Hidden Partitions: [Partitioning](https://iceberg.apache.org/docs/latest/partitioning/#icebergs-hidden-partitioning) in Iceberg is dynamic.  For example, if an event time (timestamp) column is present in the table, the table can be partitioned by date from the timestamp column.  Apache Iceberg manages the relationship between the event timestamp column and the date. The partitioning is managed by Apache Iceberg. Additional levels of partitioning can be performed, and these are tacked on snapshot via metadata files.

Time Travel and Rollback: Apache Iceberg supports 2 types of read options for snapshots, which support [time travel](https://iceberg.apache.org/docs/latest/spark-queries/#time-travel) and incremental reads. These are the options supported:

_•    snapshot-id – selects a specific table snapshot_

_•    as-of-timestamp – selects the current snapshot at a timestamp, in milliseconds._

AWS Integrations

Apache Iceberg integration has multiple AWS service integrations with query engines, catalogs and infrastructure to run.

AWS supports integrations with the following engines and setting up custom catalogs.
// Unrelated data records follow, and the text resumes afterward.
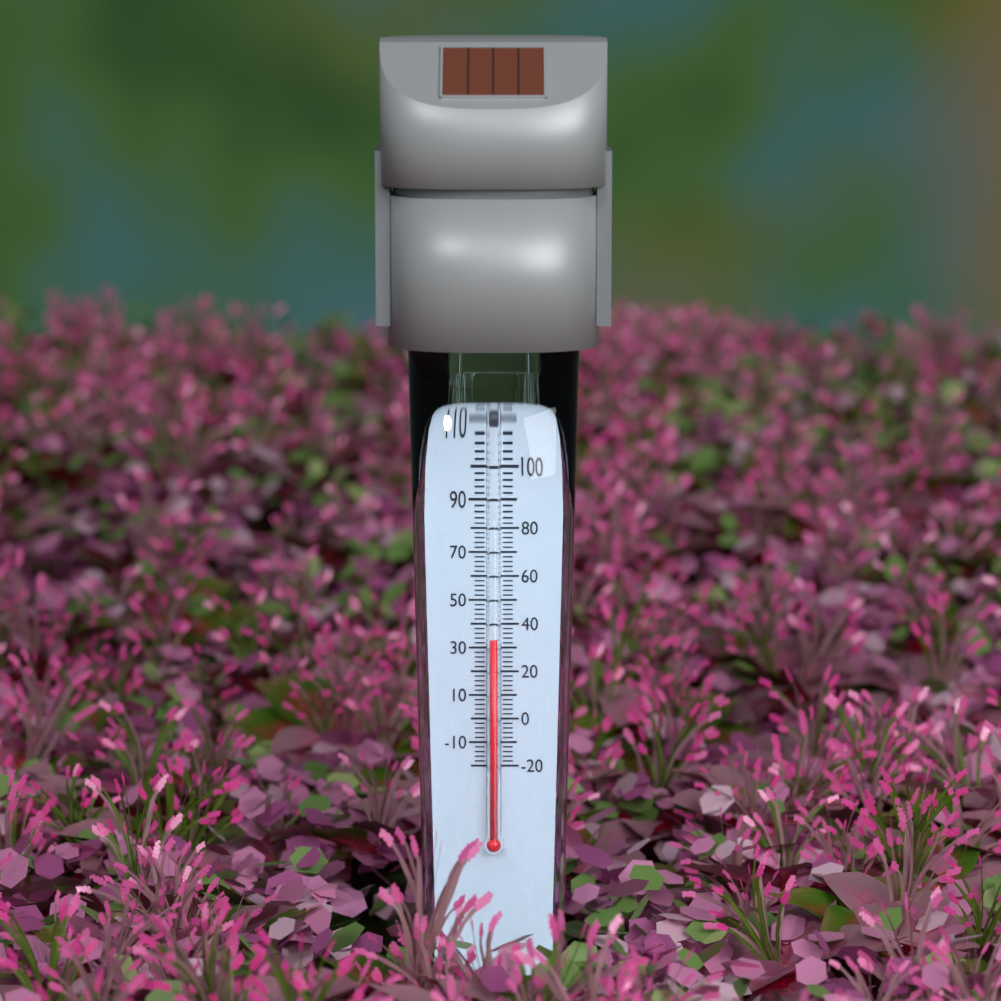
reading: 34 °F
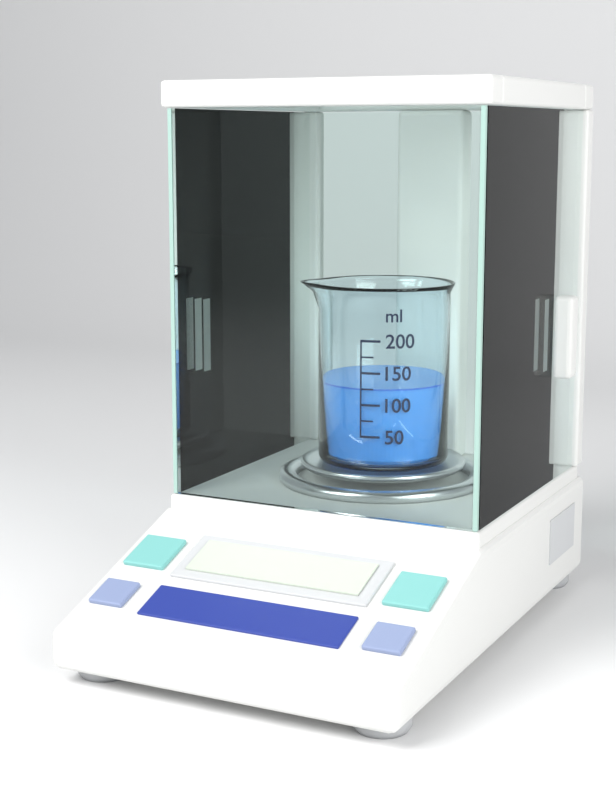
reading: 125 ml
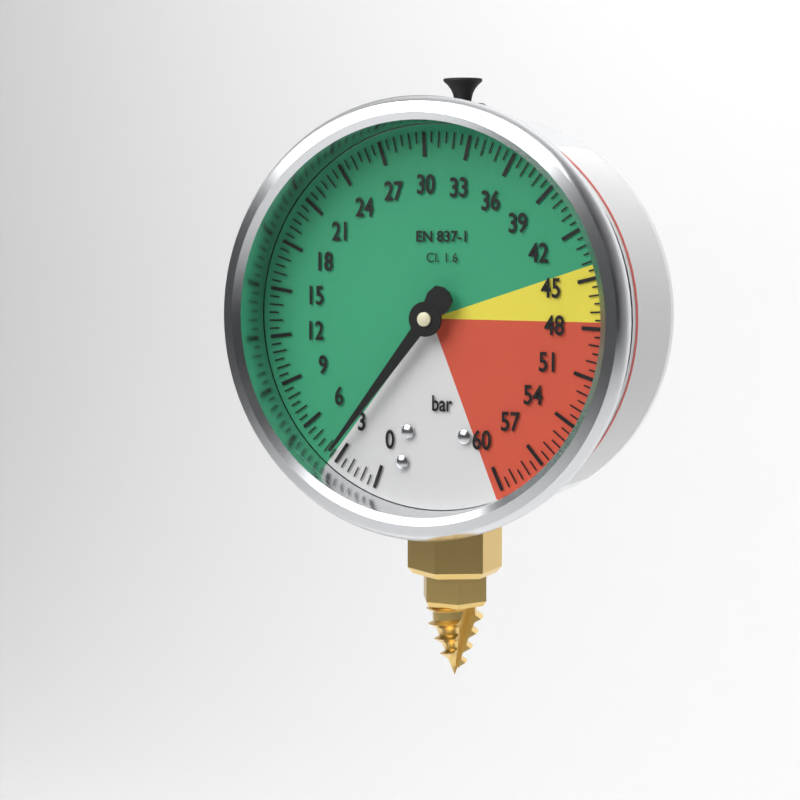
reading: 3.5 bar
  • Spark: Spark 3.0 and AWS client version 2.15.40 supports integration with Apache Iceberg
  • Flink: AWS Flink module supports the creation of iceberg tables for Flink SQL client
  • Apache Hive: AWS module with Hive included with dependencies enables to create Iceberg tables

Catalogs:

There are multiple options that users can choose from. to build an Iceberg catalog with AWS

Glue Catalog

Apache Iceberg supports integration with [Glue Catalog](https://iceberg.apache.org/docs/latest/aws/#glue-catalog), where Apache Iceberg namespace is stored as a Glue database and an Apache Iceberg table is stored as a Glue table and every Apache Iceberg table version is stored as a Glue table version. The following is an example for configuring Spark SQL and Glue catalog.

glue catalog 1

For commit locking, Glue catalog uses DynamoDB for concurrent commits and for file IO and storage, glue utilizes S3.

DynamoDB Catalog 

The [DynamoDB catalog](https://iceberg.apache.org/docs/latest/aws/#dynamodb-catalog) capability is still in the preview stage. DynamoDB catalog avoids hot partition issues during heavy write traffic to the tables. DynamoDB provides the best performance through optimistic locking when high rates of read and write throughputs are required.

RDS JDBC Catalog

The JDBC catalog uses a table in a relational database to manage the Apache Iceberg tables, The tables can serve AWS RDS as the catalog. RDS catalog is recommended when the organization already has an existing serverless managed table. This provides easy integration. Here is an example to configure Iceberg with RDS as a catalog for the spark engine.

script 3

How to Run Iceberg on AWS

  • AWS Athena

Athena provides integration with Iceberg currently it is in preview.

To run Iceberg queries with Athena, create a workload with the name “AmazonAthenaIcebergPreview” and run the iceberg related queries using this workload, Currently Athena engine supports read, write and update to Iceberg tables.

  •  AWS EMR 

AWS EMR 6.5.0 and later has Apache Iceberg dependencies pre-installed without requiring any additional bootstrap-actions. However, for versions before 6.5.0, These dependencies need to be added to bootstrap-actions to use iceberg tables. EMR provided Spark, Hive, Flink and Trino that can run Iceberg. 

  • AWS EKS & Kinesis

AWS EKS can run any Spark, Hive, Flink, Trino and Presto clusters which can be integrated with Iceberg. Similarly, AWS Kinesis can be integrated with Flink, which has  connectivity to use Apache Iceberg

Integrations

Apache Iceberg has integrations with various query and execution engines, where the Apache Iceberg tables can be created and managed by these connectors. The engines that support Iceberg are Flink, Hive, PrestoTrinoDremio and Snowflake.